-------- Task material
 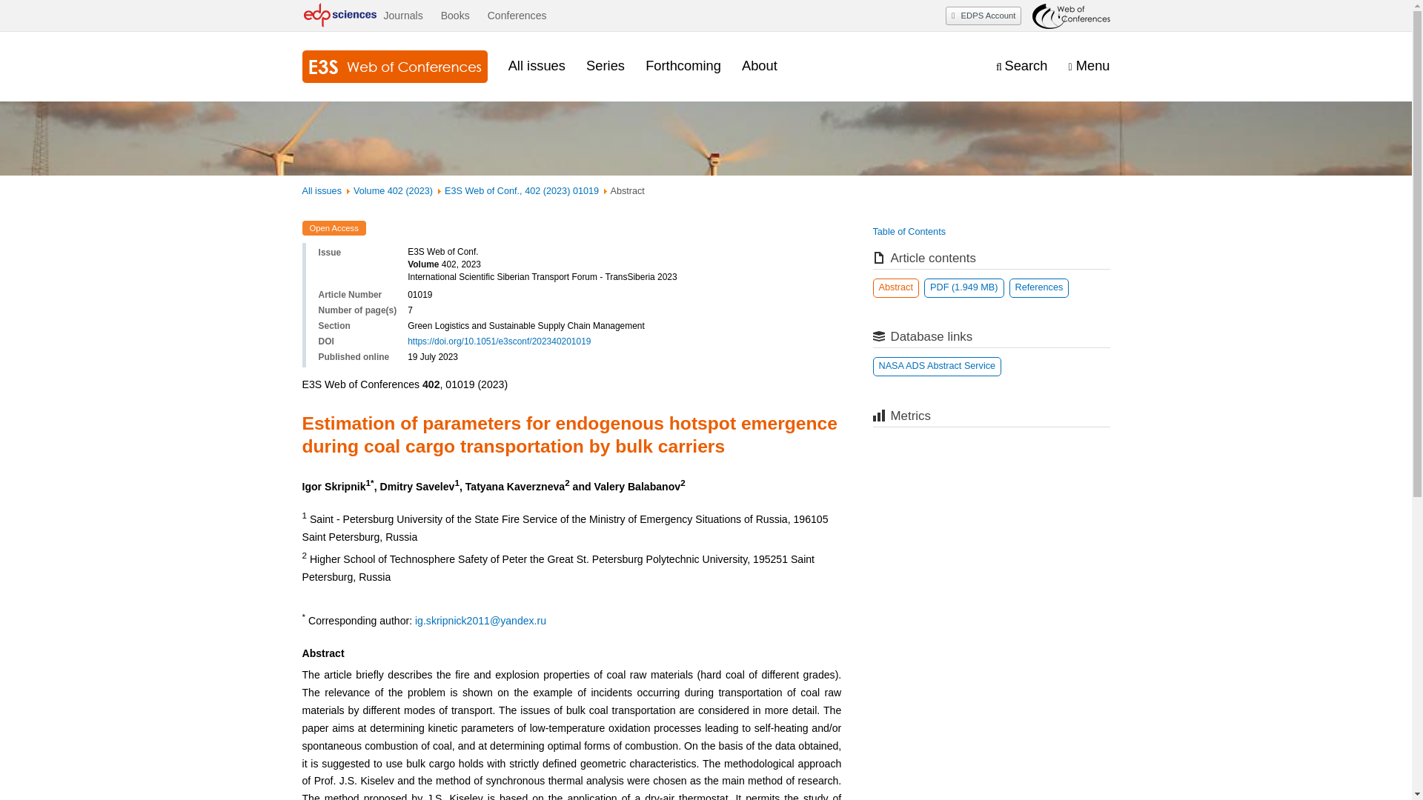 I want to click on Conferences, so click(x=517, y=16).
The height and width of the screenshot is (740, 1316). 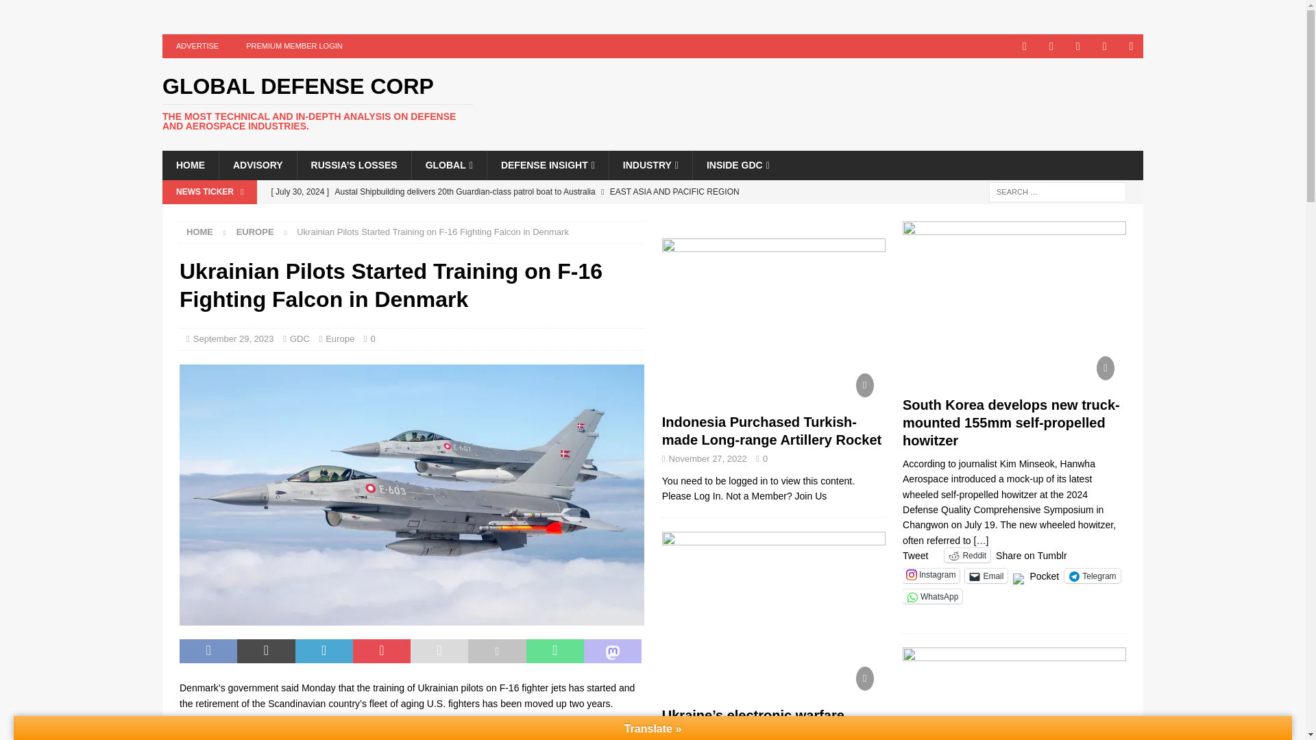 I want to click on HOME, so click(x=190, y=165).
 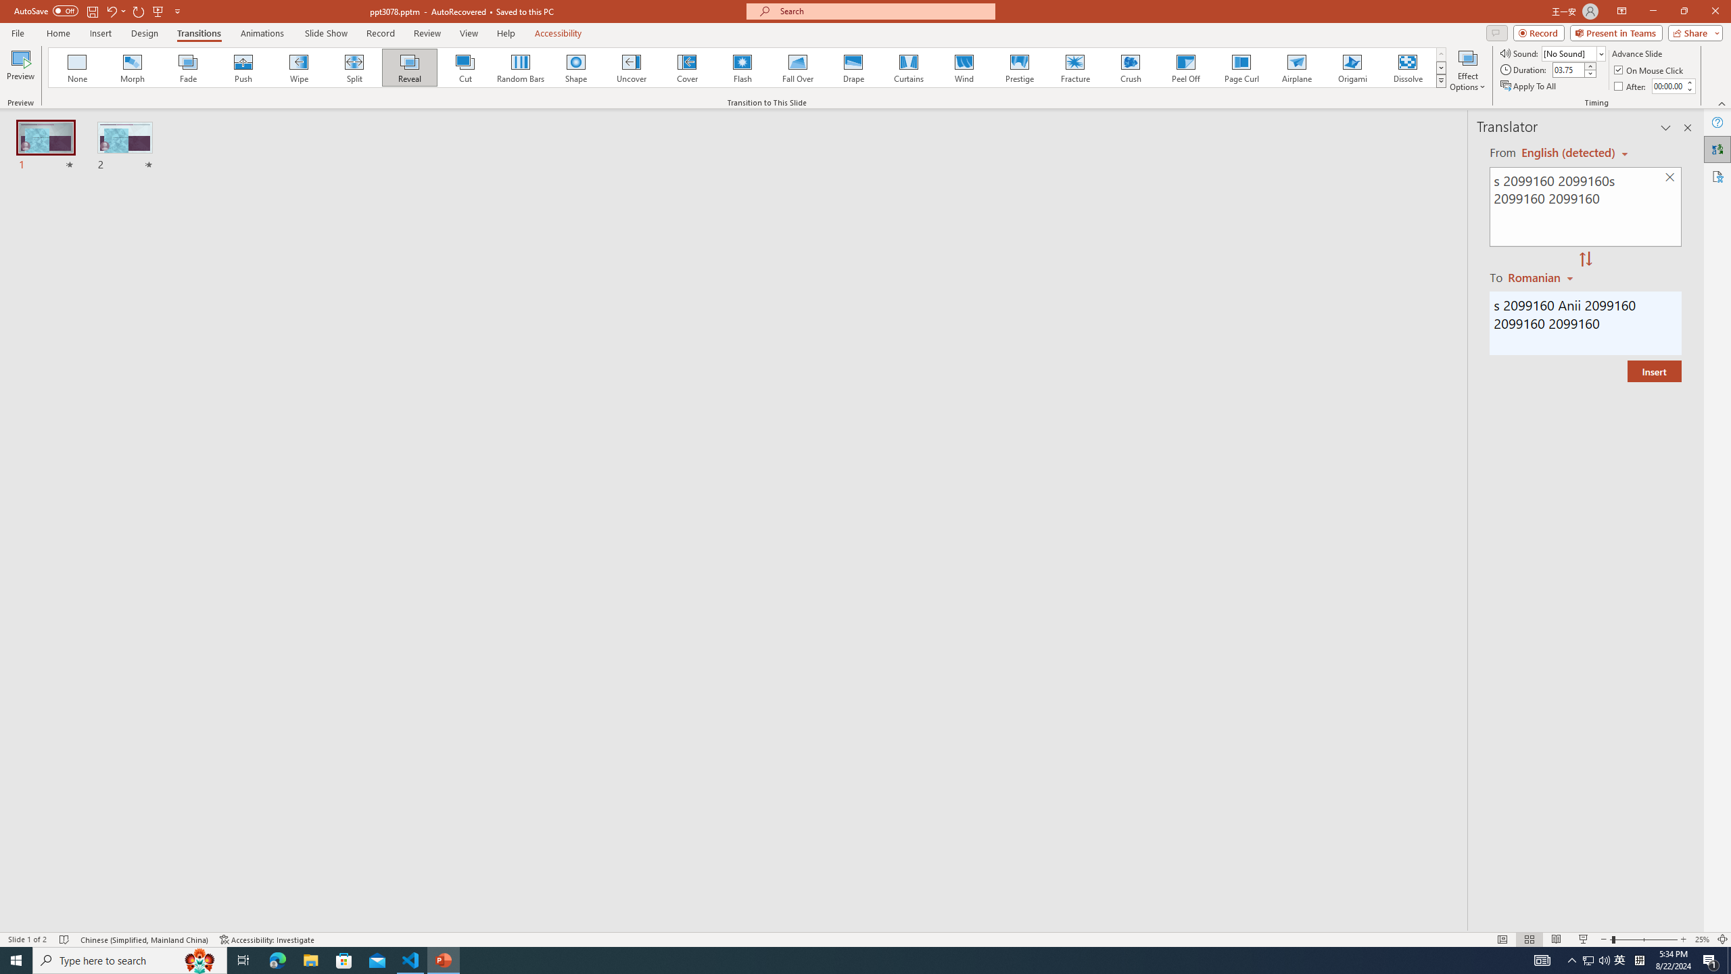 I want to click on Romanian, so click(x=1542, y=277).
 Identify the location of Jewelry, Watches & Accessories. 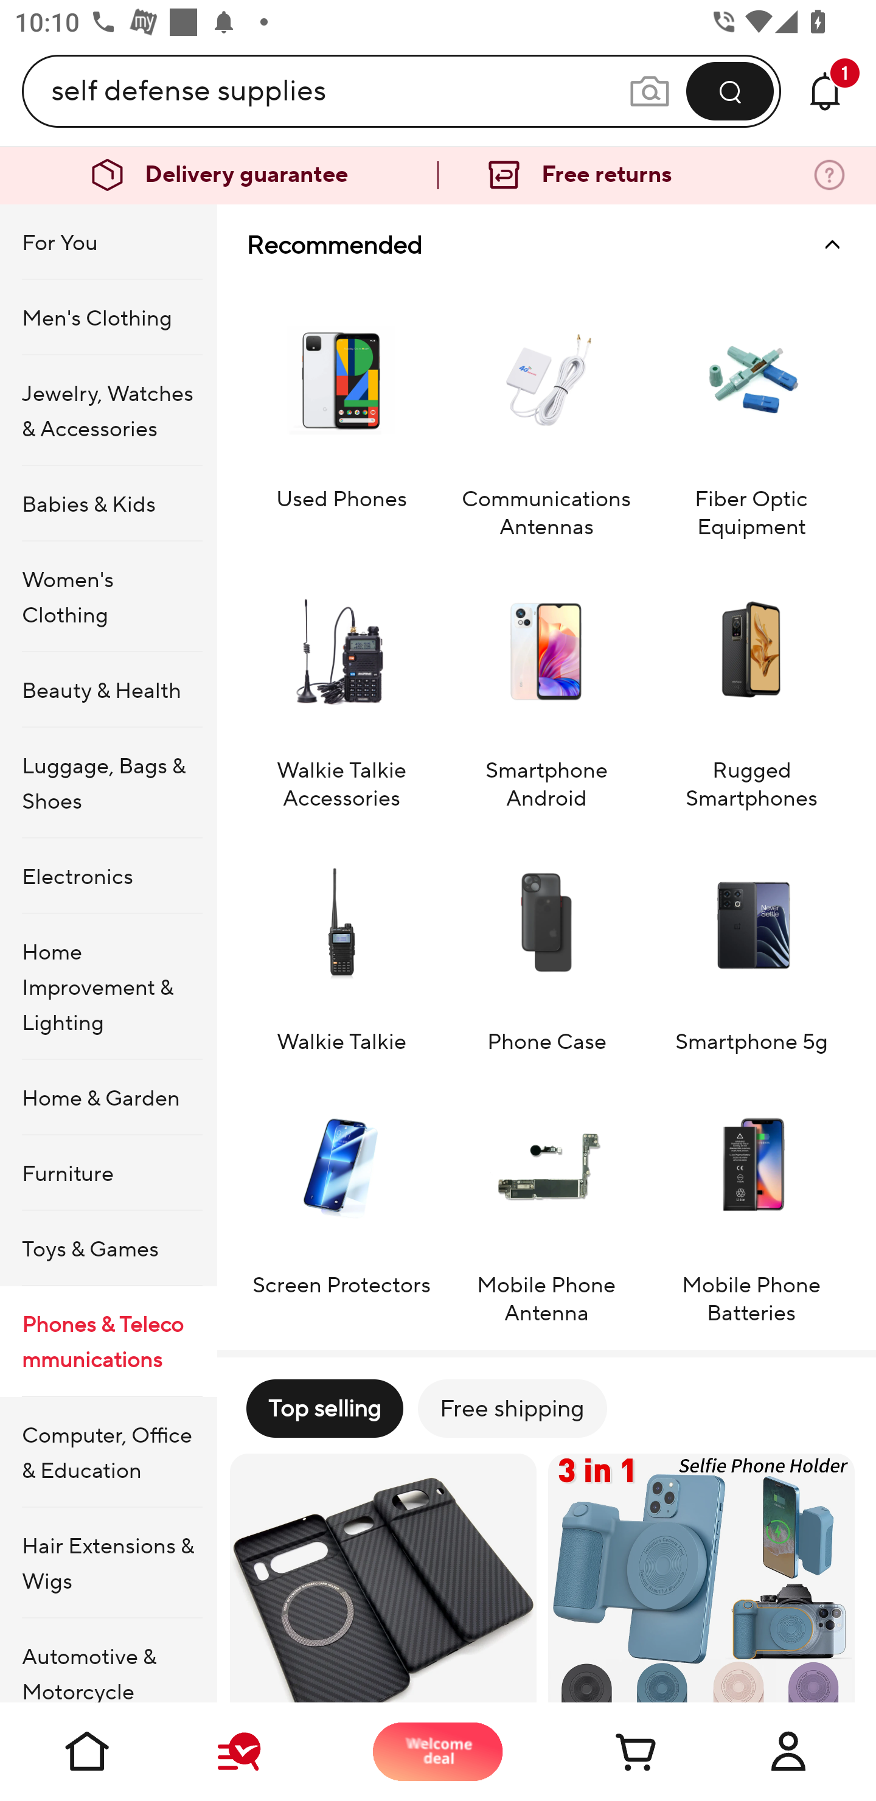
(108, 410).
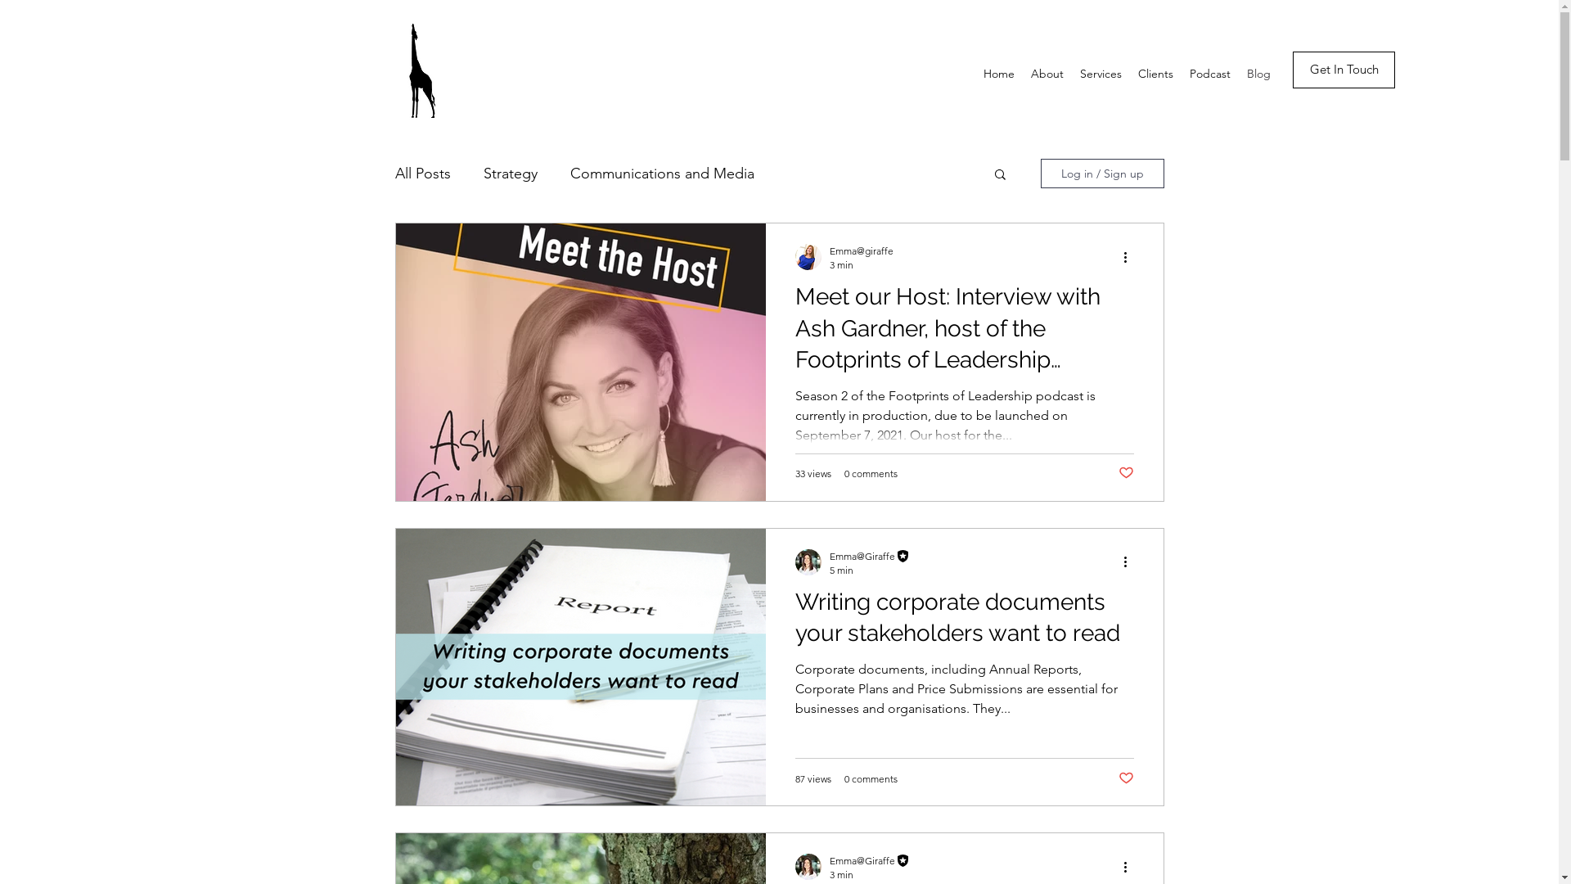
----------------
What you have to do
Reproduce only the lines from the line that holds "Identify the location" through the end of the records, exactly as they stand, both ends included and pictures excluded.

Response
 Identify the location of Jewelry, Watches & Accessories. 
(108, 410).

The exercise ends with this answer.